The coating flouts the typical trend of hotter objects radiating more light
Source: Science News
Hotter objects typically glow brighter than cooler ones, making them stand out in infrared images. But a newly designed coating bucks the rule that hotter equals brighter. For certain wavelengths of infrared light, the material’s brightness doesn’t change as it warms, researchers report December 17 in Proceedings of the National Academy of Sciences.
Made of samarium nickel oxide, the thin coating “hides temperature information of surfaces from infrared cameras,” and could therefore be used as a privacy shield, says applied physicist Mikhail Kats of the University of Wisconsin–Madison.
A basic rule of physics known as the Stefan-Boltzmann law states that the brightness of the thermal radiation emitted by an object grows rapidly with increasing temperature. Turn up the heat on an electric stove, for example, and the coils get brighter. The same trend goes for invisible wavelengths of light, such as infrared. Infrared cameras measure how much thermal radiation objects emit in infrared wavelengths to estimate their temperatures. So if the normal link between temperature and radiation is broken, the camera can be fooled.
Samarium nickel oxide doesn’t flout the Stefan-Boltzmann law. Instead, the material’s increasing brightness at higher temperatures is counteracted by a decrease in its emissivity — the tendency to emit thermal radiation. That decrease occurs due to the material switching from an insulator to a metal. The two effects balance out so that, for certain infrared wavelengths, the material’s brightness remains constant as its temperature changes, Kats and his colleagues found.
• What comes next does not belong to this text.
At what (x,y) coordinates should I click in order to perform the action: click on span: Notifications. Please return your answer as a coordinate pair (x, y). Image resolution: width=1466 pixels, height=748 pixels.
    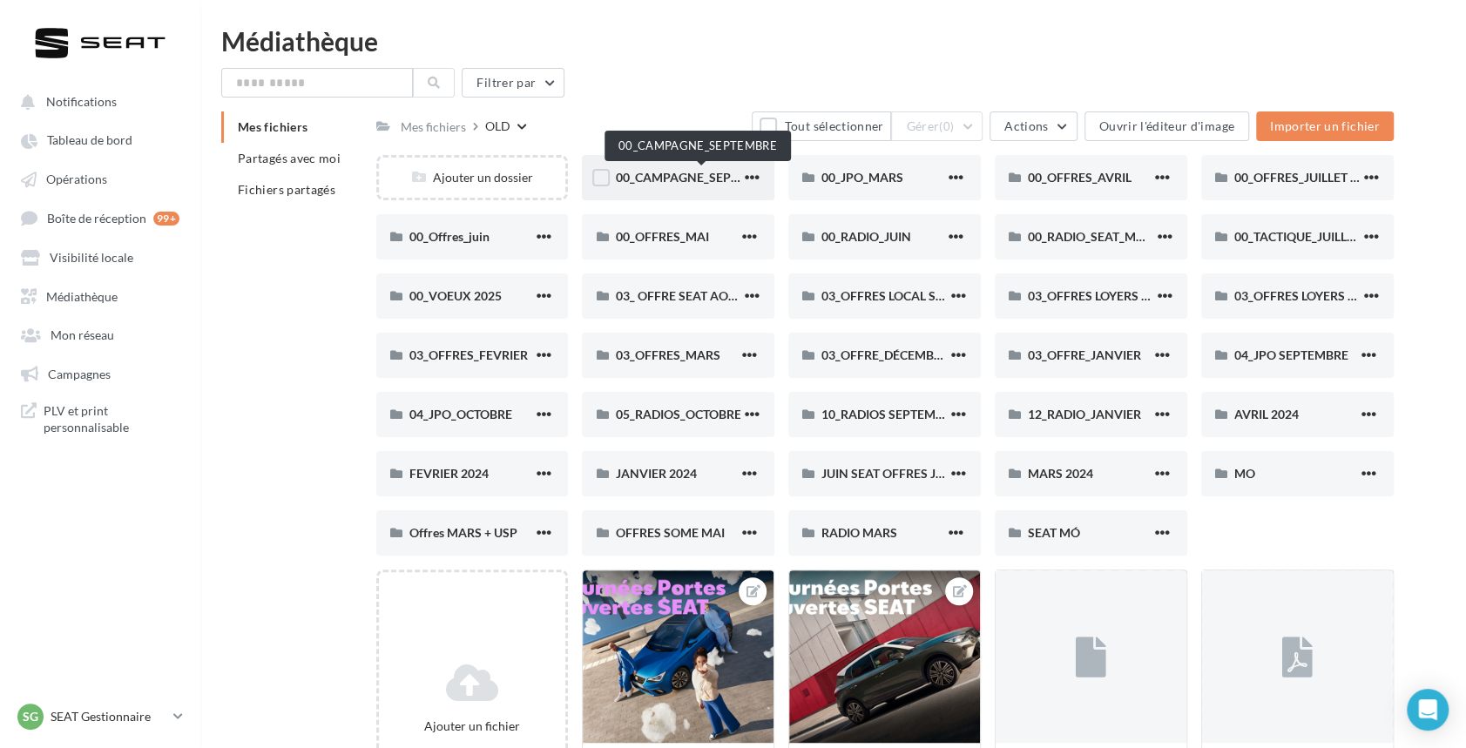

Earlier research has pinpointed substances that could confuse infrared cameras by appearing cooler as their temperatures rise. But the new material achieves a sweet spot where the material’s temperature can rise or fall with little sign of the temperature difference showing up in infrared images. In experiments, the researchers heated a sapphire sample coated with the material, and its temperature in infrared images appeared mostly unchanged from around 105° to 135° Celsius.
“The phenomenon is quite interesting” says physicist Karl Joulain of the University of Poitiers in France. But current applications of the material are “quite limited,” he says. The effect applies only to certain infrared wavelengths. Detectors that look at other wavelengths could still spot an object’s change in temperature.
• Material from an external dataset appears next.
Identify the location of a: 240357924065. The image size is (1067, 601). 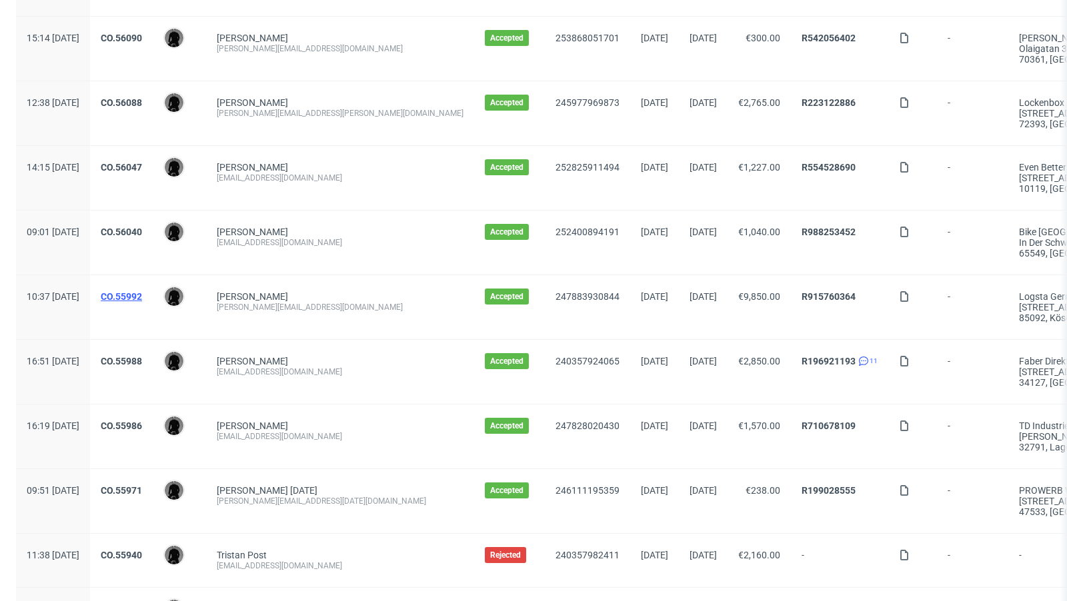
(587, 361).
Still, with infrared devices becoming cheaper and more common, “that comes with quite a bit of privacy implications,” Kats says. The cameras can be used to search unwitting subjects for medical conditions, for instance, or to detect sources of heat behind thin walls.
For now, the high temperatures at which the camouflage effect occurs means it wouldn’t be useful for concealing people. However, Kats thinks the temperature range can be changed by working with alloys of samarium nickel oxide, which may have different properties.